(Beginning of DATA PROVIDED)
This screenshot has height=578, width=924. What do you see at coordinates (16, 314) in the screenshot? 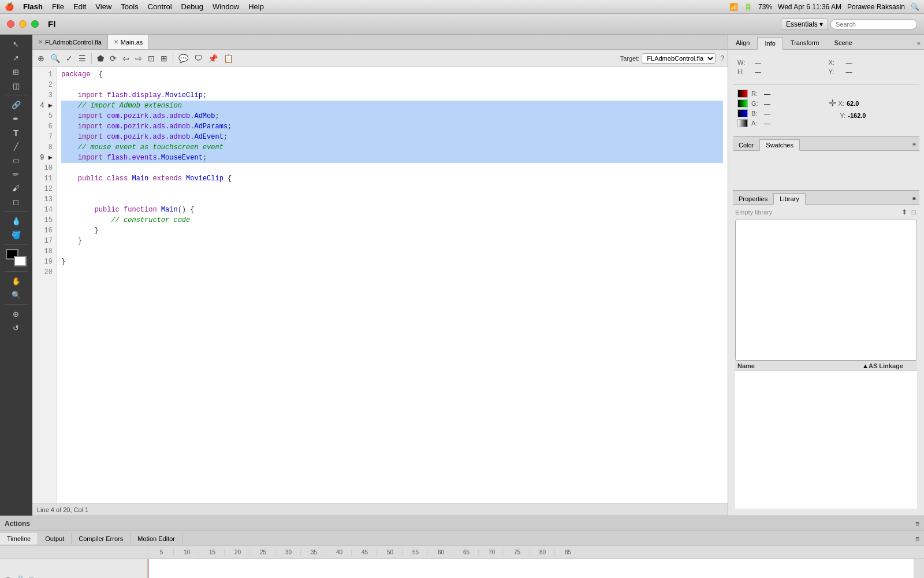
I see `snap-tool: ⊕` at bounding box center [16, 314].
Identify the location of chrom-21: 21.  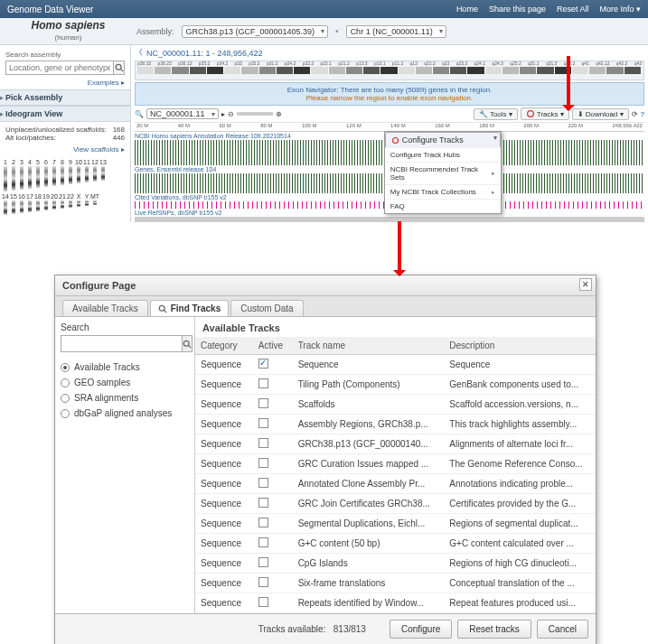
(62, 204).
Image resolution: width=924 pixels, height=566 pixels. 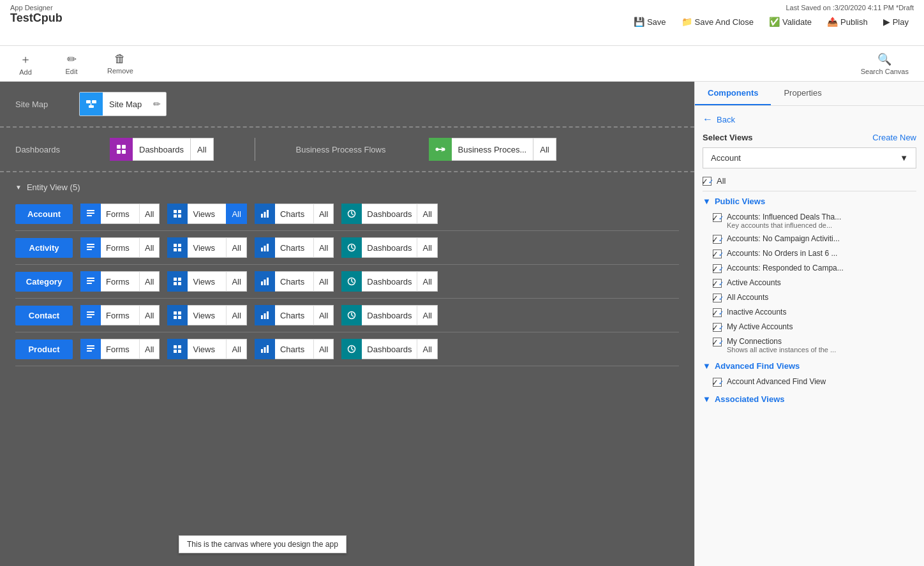 I want to click on add-button: ＋ Add, so click(x=26, y=64).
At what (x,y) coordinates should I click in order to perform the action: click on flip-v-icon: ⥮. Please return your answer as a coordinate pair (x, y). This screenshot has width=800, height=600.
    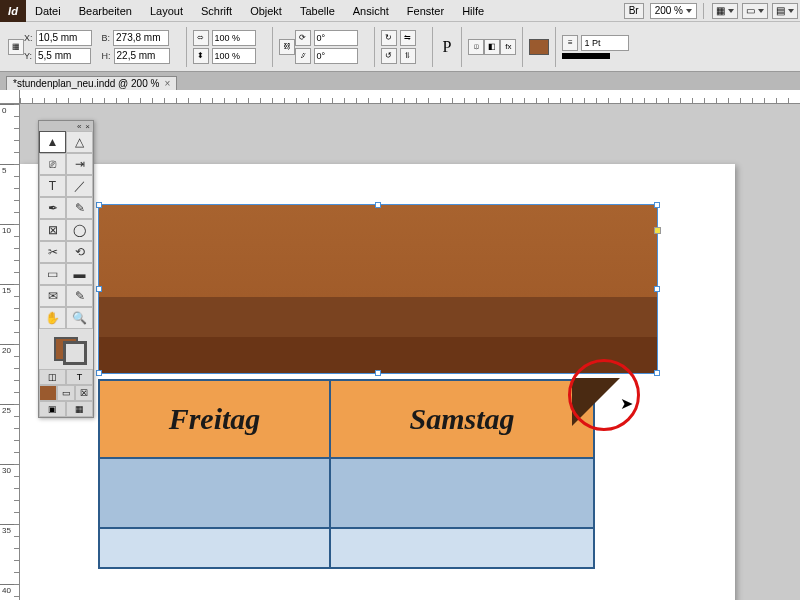
    Looking at the image, I should click on (408, 56).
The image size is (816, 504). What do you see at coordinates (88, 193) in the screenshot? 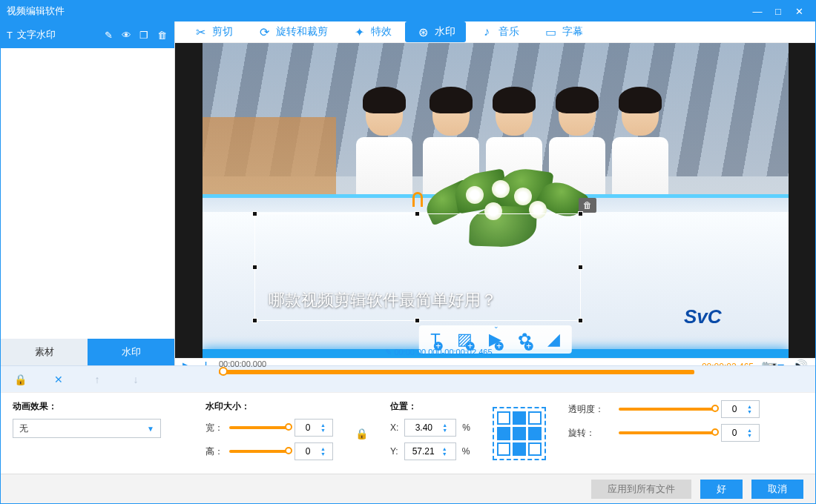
(End of DATA PROVIDED)
WHAT TO DO = Leave out the pictures, and write out exactly the lines from the line containing "At what (x,y)" through the end of the records above.

COMPLETED EXERCISE =
At what (x,y) coordinates should I click in order to perform the action: click on flip-v-icon: ⥮. Please return your answer as a coordinate pair (x, y). This screenshot has width=800, height=600.
    Looking at the image, I should click on (408, 56).
The image size is (816, 504). What do you see at coordinates (88, 193) in the screenshot? 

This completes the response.